BBQ!
On Sunday, I was in Nottingham, at The Gladstone pub, for a BBQ in the day and a gig in the evening. It was very lovely. The Gladstone is a great pub, with delicious beer (including Castle Rock’s Harvest Pale, a fantastic ale that is endemic to Nottingham, the way Deuchars is to Edinburgh), and the monthly gig is a really good one – if you’re ever in the area, pop along.
Walking from the station to the gig, I passed by a large, quiet cemetery alongside one of the main roads out of the city centre. A full description of the place, Rock Cemetery, is here.

The design and ‘architecture’ of the site was incredible, with the natural rock formations incorporated into the layout, graves perched all about the place, and monuments rising out of stone hollows. Beautiful in the day, terrifying at night. Perhaps five years ago in Edinburgh, I ended up in Greyfriars Kirkyard after a Ghost Tour that was slightly more spooky than we had expected (we had pretty much keeled over from fright at one point). Again, a place that in the daytime was morbidly elegant, but come nightfall became a dark mass of tombs and bones, the silhouettes of angels bearing down from pedestals, hands clasped in prayer.
That same year (whichever it was) I had walked up Calton Hill with a friend at night, to look down on the City – the views were great in the daytime, but the lights made an after-dark view even more spectacular.
This beast is at the top of the Hill. It’s rather cool.
On our way up, we saw a man lying on the steps that led one way up the hill – he seemed fine, and wasn’t injured, so we walked onwards up another path. Calton Hill has a reputation as a bit of hotspot for underage drinking and rent boys (why else would we be there, eh?
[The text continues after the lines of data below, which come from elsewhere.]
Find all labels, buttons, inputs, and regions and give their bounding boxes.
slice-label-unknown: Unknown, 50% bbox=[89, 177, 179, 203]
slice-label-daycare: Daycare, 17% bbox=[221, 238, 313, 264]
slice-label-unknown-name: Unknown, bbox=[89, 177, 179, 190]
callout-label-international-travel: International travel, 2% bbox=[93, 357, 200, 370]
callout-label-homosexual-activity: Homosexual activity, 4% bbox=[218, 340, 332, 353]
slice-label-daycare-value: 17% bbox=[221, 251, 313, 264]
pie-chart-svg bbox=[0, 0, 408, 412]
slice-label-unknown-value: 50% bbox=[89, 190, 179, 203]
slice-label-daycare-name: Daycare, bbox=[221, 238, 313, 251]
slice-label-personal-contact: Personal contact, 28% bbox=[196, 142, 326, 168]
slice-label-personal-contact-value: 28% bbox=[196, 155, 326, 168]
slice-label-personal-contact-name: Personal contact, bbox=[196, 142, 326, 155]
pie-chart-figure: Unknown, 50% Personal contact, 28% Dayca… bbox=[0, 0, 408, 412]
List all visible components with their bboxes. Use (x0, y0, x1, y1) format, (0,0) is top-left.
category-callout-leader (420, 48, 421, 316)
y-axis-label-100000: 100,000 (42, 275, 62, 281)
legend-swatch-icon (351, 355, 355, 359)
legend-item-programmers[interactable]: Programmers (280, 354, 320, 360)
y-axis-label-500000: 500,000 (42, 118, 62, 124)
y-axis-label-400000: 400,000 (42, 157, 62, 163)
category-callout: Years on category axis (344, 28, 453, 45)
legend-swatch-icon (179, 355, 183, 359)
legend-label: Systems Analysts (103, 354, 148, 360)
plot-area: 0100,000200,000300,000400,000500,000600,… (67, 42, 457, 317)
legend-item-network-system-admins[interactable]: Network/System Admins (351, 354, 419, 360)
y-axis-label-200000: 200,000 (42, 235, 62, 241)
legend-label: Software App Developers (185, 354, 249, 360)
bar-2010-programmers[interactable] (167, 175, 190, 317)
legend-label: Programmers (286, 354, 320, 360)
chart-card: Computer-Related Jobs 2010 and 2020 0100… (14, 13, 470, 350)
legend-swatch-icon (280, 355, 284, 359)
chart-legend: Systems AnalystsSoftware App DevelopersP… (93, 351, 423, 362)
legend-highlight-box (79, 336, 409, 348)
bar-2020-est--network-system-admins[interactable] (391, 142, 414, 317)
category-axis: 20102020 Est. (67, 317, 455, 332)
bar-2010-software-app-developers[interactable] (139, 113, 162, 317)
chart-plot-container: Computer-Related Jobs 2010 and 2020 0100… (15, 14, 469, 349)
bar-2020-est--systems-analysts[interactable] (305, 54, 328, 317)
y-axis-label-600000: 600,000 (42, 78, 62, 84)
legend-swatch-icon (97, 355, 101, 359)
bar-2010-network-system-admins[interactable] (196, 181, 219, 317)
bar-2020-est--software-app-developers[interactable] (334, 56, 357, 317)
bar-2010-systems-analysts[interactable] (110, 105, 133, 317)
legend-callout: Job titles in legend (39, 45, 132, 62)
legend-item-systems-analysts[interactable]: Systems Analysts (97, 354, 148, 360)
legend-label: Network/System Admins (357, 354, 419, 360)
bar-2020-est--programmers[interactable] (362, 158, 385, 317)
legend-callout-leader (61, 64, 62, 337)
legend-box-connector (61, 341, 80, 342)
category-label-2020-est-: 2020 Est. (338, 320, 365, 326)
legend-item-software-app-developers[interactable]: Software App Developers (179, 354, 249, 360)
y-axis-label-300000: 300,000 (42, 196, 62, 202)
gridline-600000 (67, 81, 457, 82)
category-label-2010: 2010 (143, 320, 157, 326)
EH?!), and so we thought no more of it, assuming he was just a dozy drunk or sleepy prostitute having a nap during his coffee break.
After a while at the top of the hill, mainly sitting on the cannons that were up there, and scrambling onto the National Monument, we walked back down, this time coming down the steps that the drunk/prostitute/homeless man had been sleeping on. He had disappeared, but in his place was a Sony Ericsson W600, quite a new phone at the time, and we assumed it was a trap – the phone was the bait, and as soon as we picked it up we’d be snared with fishing line and hauled off to be mugged/raped/force-fed haggis. After several minutes of looking for, and then utilising a big stick to poke the phone with, we were satisfied with the safety of the situation and picked up the phone. At this point it was about 4am in the morning, so we returned to our flat, leaving the task of reuniting phone and owner until the morning.
The next day, we went through the phone and found a contact named Brother, so we called it, and got a message passed on to the phone’s owner to meet us that day so we could give him back his mobile. While we waited to meet up with the man, we looked through his texts and were amazed at the sheer number of women that he had on the go – almost 100% of the texts were from girls, and all contained copious amounts of kisses and affectionate terms. This guy was one hell of a ‘playa’. Impressed, we looked through his photos. This was the exact opposite. Almost 100% of the photos were of men, and all contained copious amounts of willy and balls. Nevertheless, this guy was still one hell of a ‘playa’.
We met him later that day; he thanked us gingerly, before giving us £10 of Scotland’s toy money and a sheepish, hungover grin. Wherever you are, sleepy man from Calton Hill, may your days be many, your troubles be few and your phone always brimming with cocks.